Miyu Yamashita seals Women's Open title as Lottie Woad continues meteoric rise
Her triumph was built around a second round of 7-under-par 65 played in the calmest conditions of the week. Half the field had the opportunity to make such a decisive move yet only Yamashita did so.
Heading into the weekend with a three-shot advantage over her compatriot Rio Takeda, she was seven strokes clear of everyone else in the field and the buffer proved vital. Only England's Charley Hull, who was a distant 11 shots back at halfway, mounted a concerted bid for the title, twice getting with a shot of the champion. Ultimately, however, she recorded a fourth second place finish in the major championships – her first victory remains elusive.
Yamashita completed an 11-under par total of 277 to land her first win on the LPGA and while some viewed the result as a shock she was ranked 15th in the world at the start of the week off the back of 13 wins in her homeland since turning professional in 2020. It would be no surprise if this major win was the first of many.
Early in Sunday's final round, England's Mimi Rhodes, who finished T19th, completed a remarkable hole-in-one at the 184-yard par-3 fifth. Her partner, Australia's Stephanie Kyriacou, had made an ace of her own at the eighth hole in the second round and on this occasion knocked her tee shot to within inches of the hole. Rhodes's effort then went in-off Kyriacou's ball.
If Yamashita was the champion, England's Lottie Woad was the golfer who drove most conversations through the week.
The 21-year-old can't remember what she was doing on the first day of July, but essentially she was a student on her summer break. On the last day of the month, in contrast, she started the first round of the final major championship of the year as the clear bookies favourite.
It goes without saying that in between she didn't go Interrailing or work in a coffee shop. Instead, she won the Ladies European Tour 's Irish Open by six shots and the LPGA's Scottish Open by three strokes – the former as an amateur, the latter as a professional.
It was an astounding spell of golf, possibly the greatest farewell to the amateur game, and hello to the professional ranks, in British golf history. That she was disappointed with her performance at Royal Porthcawl, and still finished tied eighth, says everything about both her talent and desire.
It's not the first time that an Englishwoman has announced herself to British golf in spectacular fashion on the shores of the Bristol Channel. In 1933, at Royal North Devon, Gloria Minoprio wowed her peers when contesting the English Ladies Championship with nothing more than a 2-iron.
Onlookers, meanwhile, were agog that she stepped straight from a Rolls Royce to the first tee wearing a blue-black pair of trousers. Albeit briefly, she became a nationwide sensation for being the first women golfer to compete in something other than a skirt.
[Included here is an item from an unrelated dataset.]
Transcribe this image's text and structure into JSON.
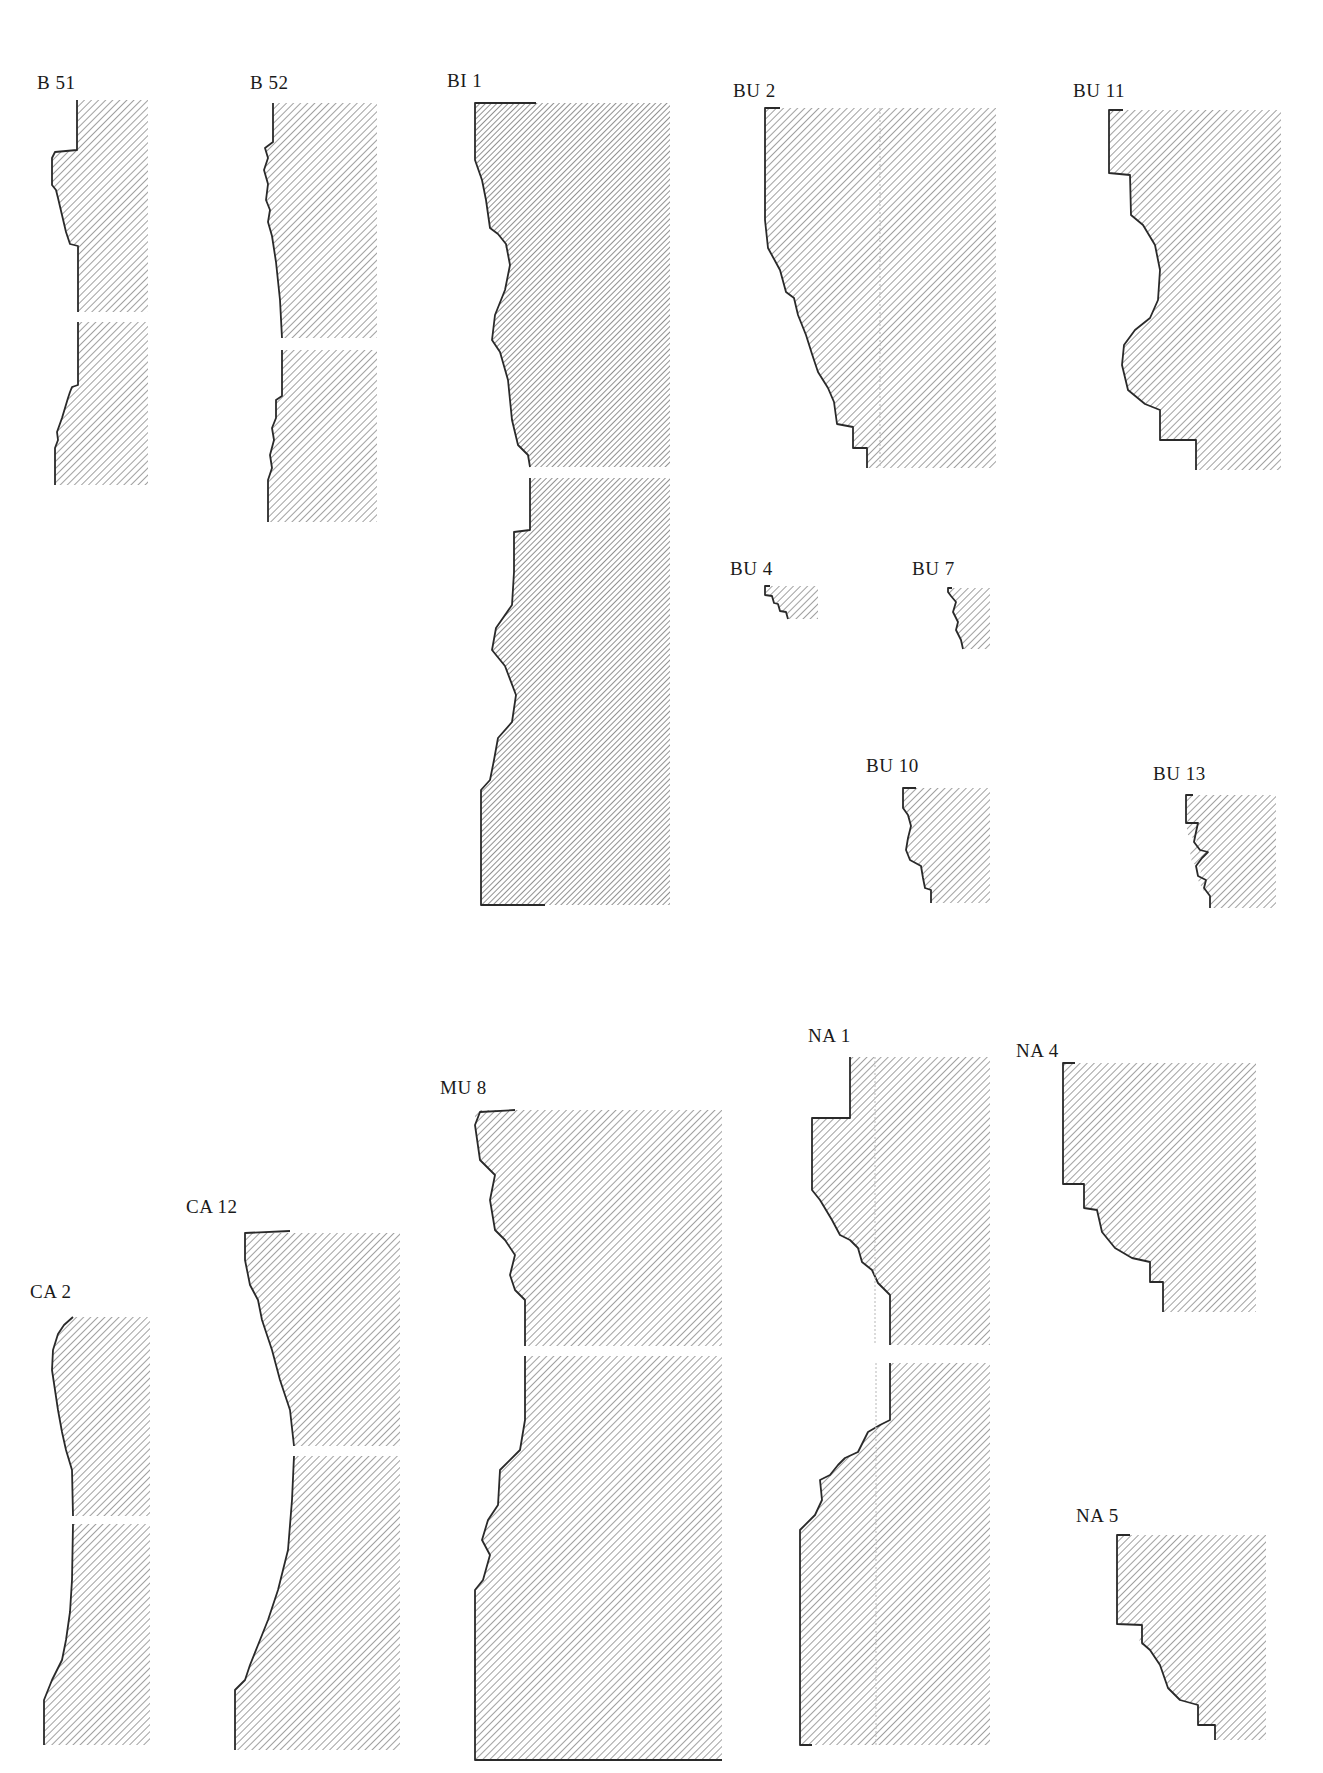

Minoprio and Woad are significantly different characters. Where Minoprio was flashy and, indeed, a flash in the pan, Woad is unfussy and likely to be around for a very long time.
Nigel Edwards, who worked with Woad in his role as England Golf's Performance Director, is cautious and yet cannot hide his admiration of her straightforward nature and the quality of her driving which, he says, 'Consistently provides her with the opportunity to score.'
'Her potential is immense,' said BBC golf correspondent Iain Carter. 'She is great from the tee, makes very few unforced errors, her chipping is extraordinary, and her putting under pressure is first rate.
'Most significantly of all, she has the temperament, the determination and the competitiveness to make the most of her talents and to enjoy doing so. She appear to have a genuine appetite for winning at the top level.'
Woad was not the only youngster to enjoy a stellar July. The Australian Grace Kim went eagle-birdie-eagle to win the Evian Championship, her first LPGA title. The 24-year-old's compatriot, Minjee Lee, is something of an older sister figure to her and understands that both Kim and Woad are yet to fully appreciate the extent to which their lives have changed.
'It's probably too close to the wins and they're still on a high,' she said. 'When they've had a little time off it will begin to sink in.'
Now a three-time major championship winner, Lee was a phenomenon herself, winning twice on the LPGA before her 20th birthday. She remembers that time as 'something of a blur' and expects Woad may feel the same. She also remembers riding the wave. 'It felt like go, go, go,' she said and encouraged Woad to take a similar approach.
There's a palpable sense that British golf is engaged in a tricky balancing act, weighing giddy excitement against unreasonable expectations.
Alison Nicholas, the 1997 US Women's Open champion and two-time winning Solheim Cup captain, is confident of Woad's ability to cope with the inevitable off-the-course duties. 'She's pretty measured and you can only control your own expectations,' she said. 'You can't control anybody else's. She just has to stick to her own bubble and ignore the world a little bit.'
Woad is yet to complete her studies at Florida State University in Tallahassee. She will continue to use her apartment there as a base while slowly taking the remaining classes required to graduate (it might take up to three years but she's in no rush).
'I don't feel too different,' she said after five weeks that had changed her life. 'Everyone's been really nice. It's been great.' Those words reveal the true Woad. As special as she is on the golf course, she is utterly normal off it.